Author Diana Abu-Jaber on The Language of Baklava
Award-Winning Author Diana Abu-Jaber to Share Stories from The Language of BaklavaFree Author’s Event to Feature Middle Eastern Pastries – and Baklava!
Presented by Friends of the Needham Public Library
Free and open to the public
Sunday, October 16, 2005, 2:00 p.m.
North Hill auditorium, 865 Central Ave., Needham. (Park in a Visitor parking space and enter through the main door.)
In a celebration of food, family and Middle Eastern culture, the Friends of the Needham Public Library is sponsoring a free author’s event featuring award-winning author Diana Abu-Jaber on Sunday, October 16, 2005, 2:00pm, at the North Hill auditorium, 865 Central Avenue, Needham, Mass. Copies of her new book The Language of Baklava – A Memoir (Pantheon, 2005) will be available for signing.
Book Jacket, The Language of Baklava
“My childhood was made up of stories – the memories and recollections of my Jordanian father’s history and the storybook myths and legends that my mother brought me to read. The stories were often in some way about food, and the food always turned out to be in some way about something much larger: grace, difference, faith, love,” said Abu-Jaber. “My book ‘The Language of Baklava’ is a compilation of family stories as it traces the ways we grew into ourselves.”
“We are delighted to have an author of Abu-Jaber’s stature here in Needham. Her stories reveal the joys and sorrows of the immigrant experience – a quintessentially American experience – and remind us how much we all have in common,” said Catherine Marenghi, president of the Friends of the Needham Public Library.
Baklava and other Middle Eastern pastries and refreshments will be served at the event. “Memories give our lives their fullest shape, and eating together helps us to remember,” Abu-Jaber commented.
About the Author
Diana Abu-Jaber
In addition to “The Language of Baklava,” Diana Abu-Jaber is the author of Crescent (Norton, 2004), which was awarded the 2004 PEN Center USA Award for Literary Fiction and the Before Columbus Foundation’s American Book Award and was named one of the 20 best novels of 2003 by The Christian Science Monitor; and Arabian Jazz (Norton, 2003), which won the 1994 Oregon Book Award and was nominated for the PEN/Faulkner Award. She is writer-in-residence and associate professor at Portland State University, Portland Ore., and divides her time between Portland and Miami. This is her web site.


The problem: Please retype exactly the lines from the one containing "The image size is (1024, 505)." through the end of the records, leaving out the pictures.

....

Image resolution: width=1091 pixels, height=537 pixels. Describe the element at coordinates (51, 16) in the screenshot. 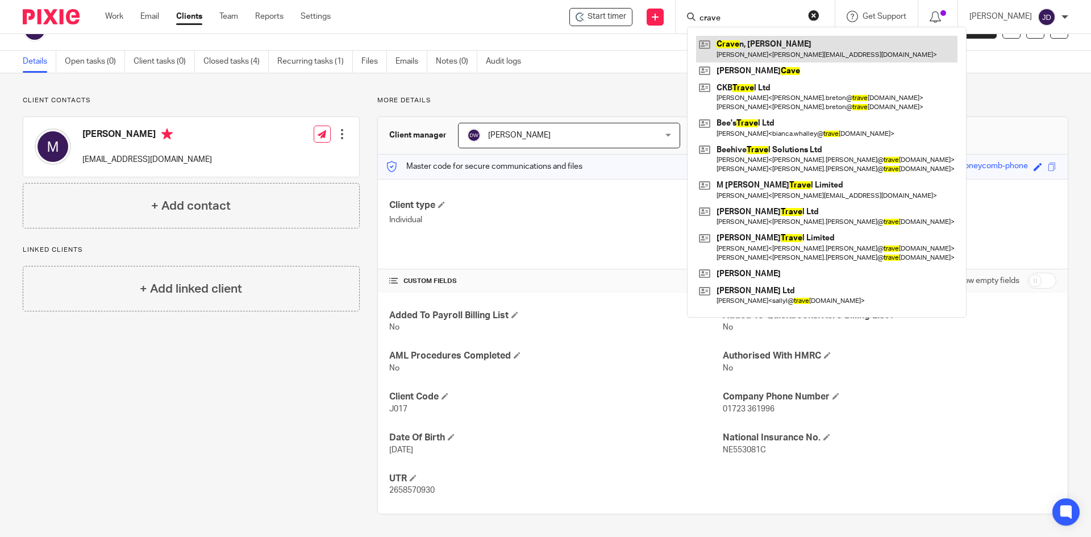

I see `img: Pixie` at that location.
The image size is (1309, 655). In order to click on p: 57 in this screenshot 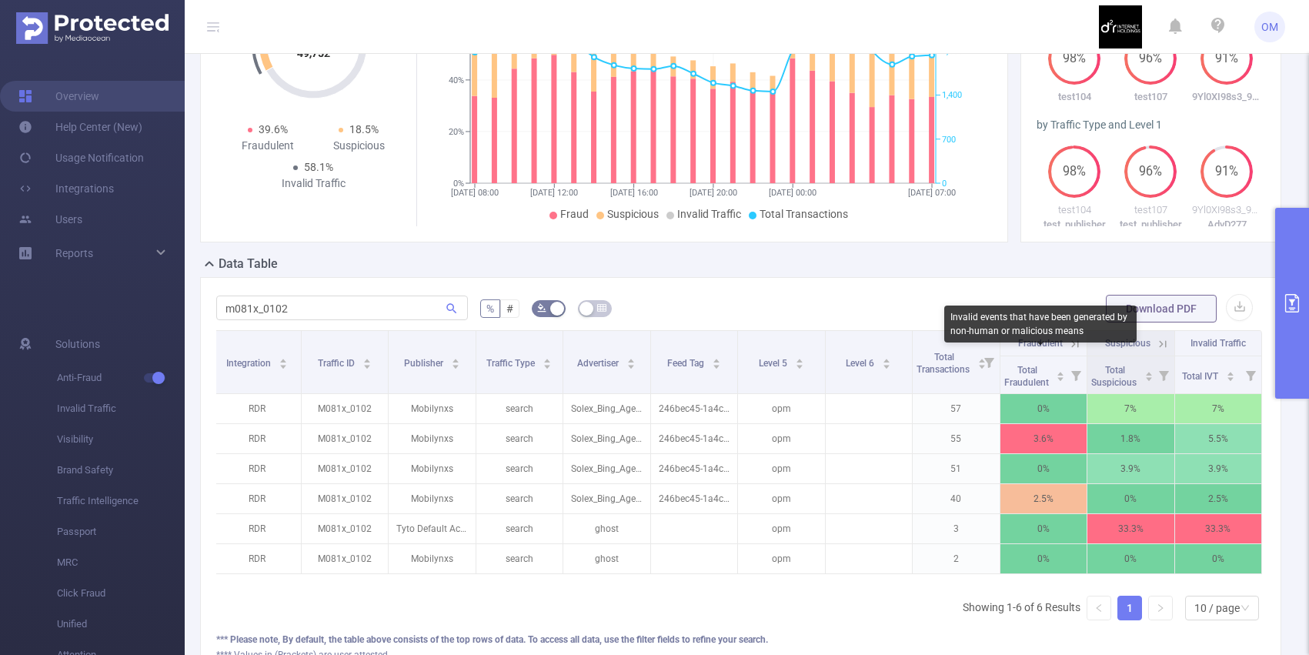, I will do `click(955, 408)`.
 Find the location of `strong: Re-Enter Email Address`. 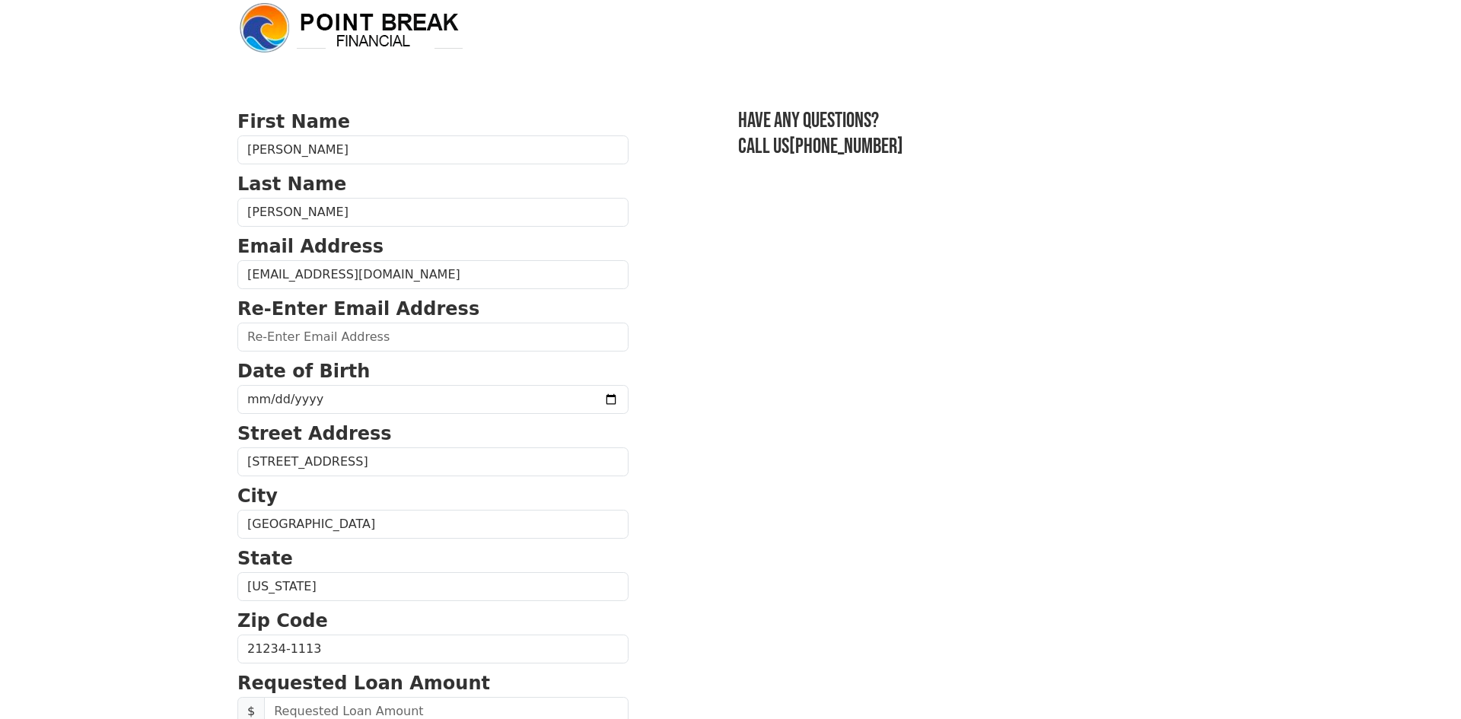

strong: Re-Enter Email Address is located at coordinates (358, 309).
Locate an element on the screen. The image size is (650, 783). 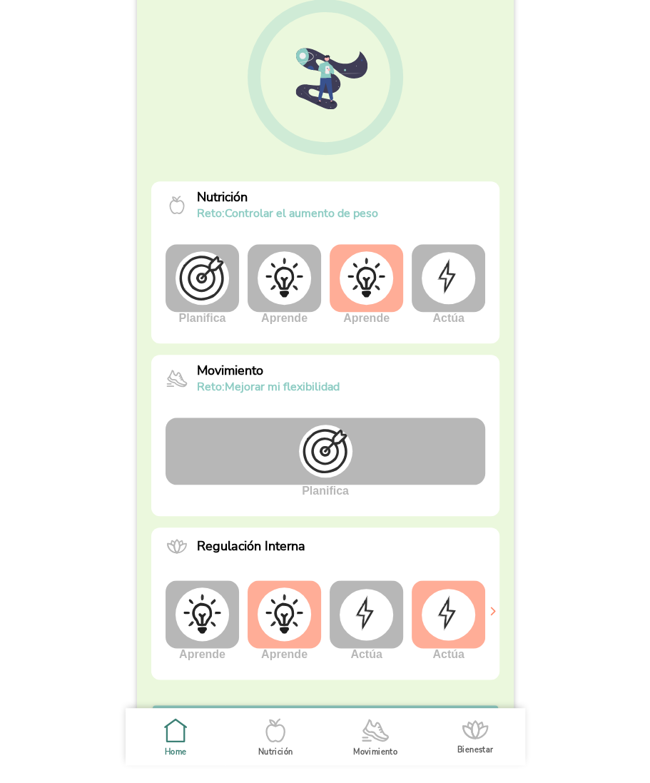
p: Mejorar mi flexibilidad is located at coordinates (268, 387).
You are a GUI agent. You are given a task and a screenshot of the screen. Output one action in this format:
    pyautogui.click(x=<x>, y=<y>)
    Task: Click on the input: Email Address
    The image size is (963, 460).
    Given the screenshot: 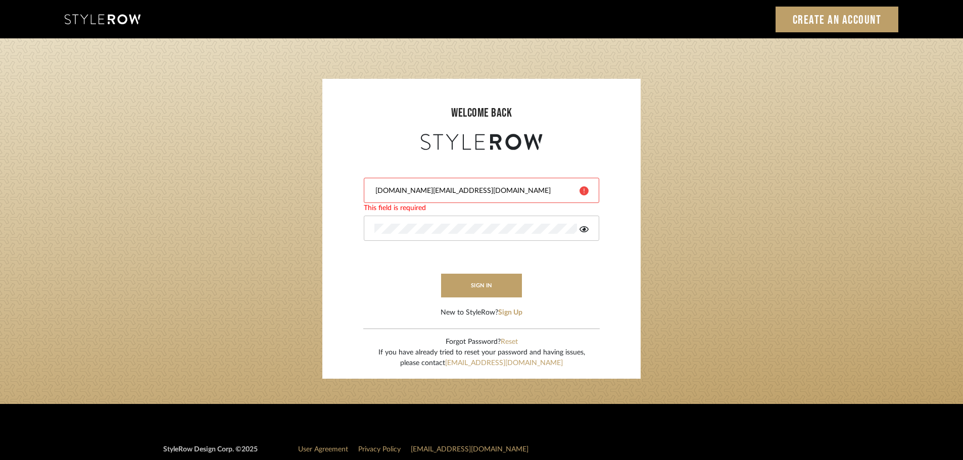 What is the action you would take?
    pyautogui.click(x=473, y=191)
    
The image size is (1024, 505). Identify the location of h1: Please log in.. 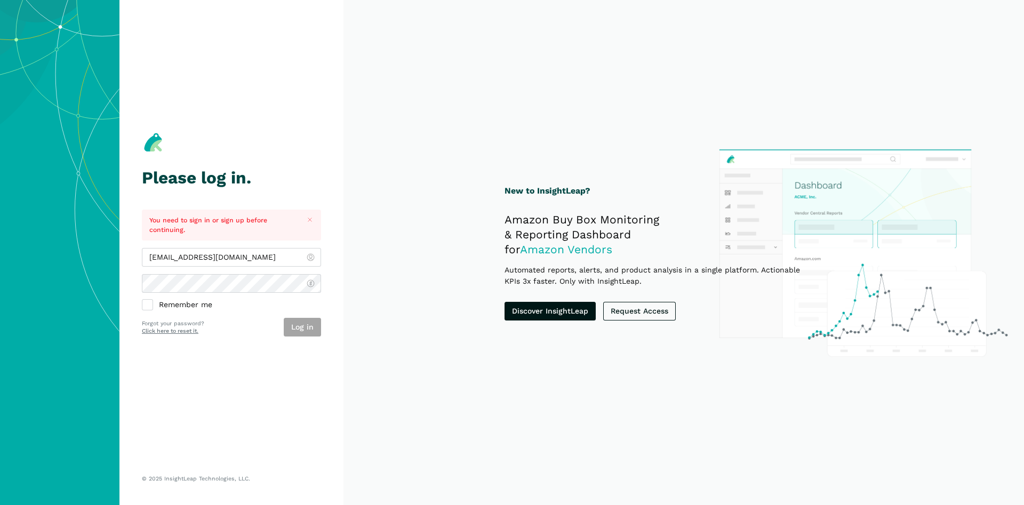
(232, 178).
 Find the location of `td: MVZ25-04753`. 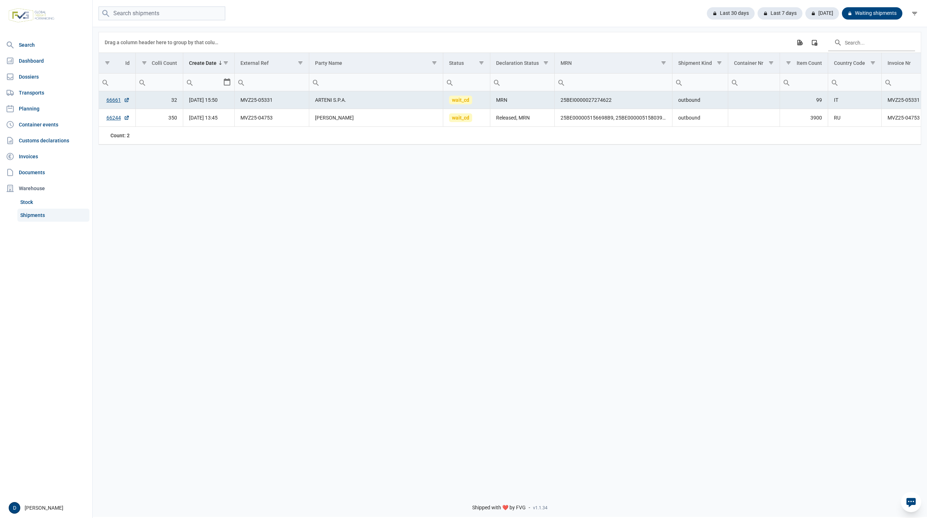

....

Written answer:
The image size is (1024, 505). Identify the location of h1: Please log in.. 
(232, 178).
 Find the location of `td: MVZ25-04753`. 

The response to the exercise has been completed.